President Obama’s top science and technology adviser warned that man-made climate change is putting shrimp, lobsters, crabs and oysters at risk.
John Holdren, the director of the White House Office of Science and Technology Policy, said at a White House-sponsored event that some of the excess carbon dioxide dissolves in seawater to form carbonic acid.
Vice President Joe Biden, who also addressed the summit, said there would be “winners and losers” as the U.S. transitions to a sustainable energy source.
“This puts at risk all of the marine organisms that make their shells from calcium carbonate including shrimp, oysters, lobsters, crabs and many of the zooplankton near the base of ocean food webs,” Holdren said at the White House’s Summit on Climate & the Road through Paris: Business & Science. “We know too that climate change will continue for many decades to come.”
According to Holdren, the “pace and pattern of the changes in climate” that have occurred since the industrial revolution match with “great fidelity” what climate science told us would result from the buildup of heat-trapping gases in the atmosphere.
“Clear beyond reasonable doubt is that the ongoing human-caused changes in climate are already causing harm to life, property, economics and ecosystems including more extremely hot days and longer and stronger heat waves often accompanied by worse smog,” Holdren said.
“Longer allergy seasons, a larger fraction of total precipitation coming in extreme downpours resulting in floods and mudslides, an increase in the power of the strongest tropical storms, shoreline erosion and aggravation, coastal flooding by sea levels rising, longer and more intense droughts in regions prone to drought, a longer wildfire season and larger areas burned in regions prone to that and major impacts on ecosystem dynamics, including the factors governing pest outbreaks and geographic ranges of tropical diseases,” he added.
Biden told the audience he had to leave a meeting with President Obama to attend the event.
“As much as I love you I’ve been in a meeting with the president on other matters for the last two hours and it’s hard to say, ‘Mr. President, you’re on your own. I’m leaving.’ Although he is on his own. He doesn’t need me,” he said.
Biden called the business sector, corporate America and the financial sectors “indispensible partners” in combating climate change.
“Absent your judgment that we have to act to have a sustainable energy source, we’re not going to get anywhere,” he said.
Biden said the government should be mindful of the impact on the coal industry.
“We would be lying to one another if we didn’t acknowledge there’s winners and losers as we make this transition. There are — we try to accommodate for that in our suggestions — for example, coal,” Biden said.
“There’s a whole group of hard-working, decent, honorable people who’ve built an entire culture for the last 150 years around coal. It’s not just a salary, it’s not just a coalmine, it’s how you get married, how you get buried, what your social mores are, what churches you go to,” he added, referencing his hometown of Scranton, Pa.
Biden pointed out that the coal miners and others would ultimately be hurt by the development of alternative energy sources.
“Those of my liberal friends who just dismiss this notion that, ‘well, it’s just the way transitions occur’ ‚Äì there are people who get hurt. There will be industries that get hurt, and it matters, and we have an obligation to help them transition,” he said.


Problem description — No pictures in the copy, please: retype all the records exactly.

Stored data entries —

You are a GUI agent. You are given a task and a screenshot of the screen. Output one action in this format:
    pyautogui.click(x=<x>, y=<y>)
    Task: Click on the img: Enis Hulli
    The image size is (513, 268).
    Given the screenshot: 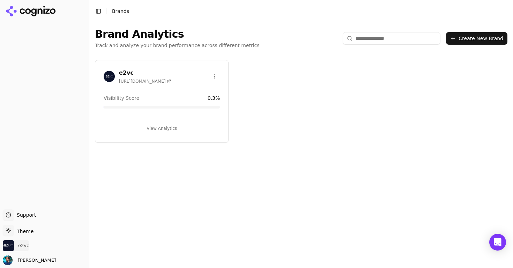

Response to this exercise —
You are a GUI agent. You are given a task and a screenshot of the screen. Output one action in this format:
    pyautogui.click(x=<x>, y=<y>)
    Task: Click on the img: Enis Hulli
    The image size is (513, 268).
    Given the screenshot: 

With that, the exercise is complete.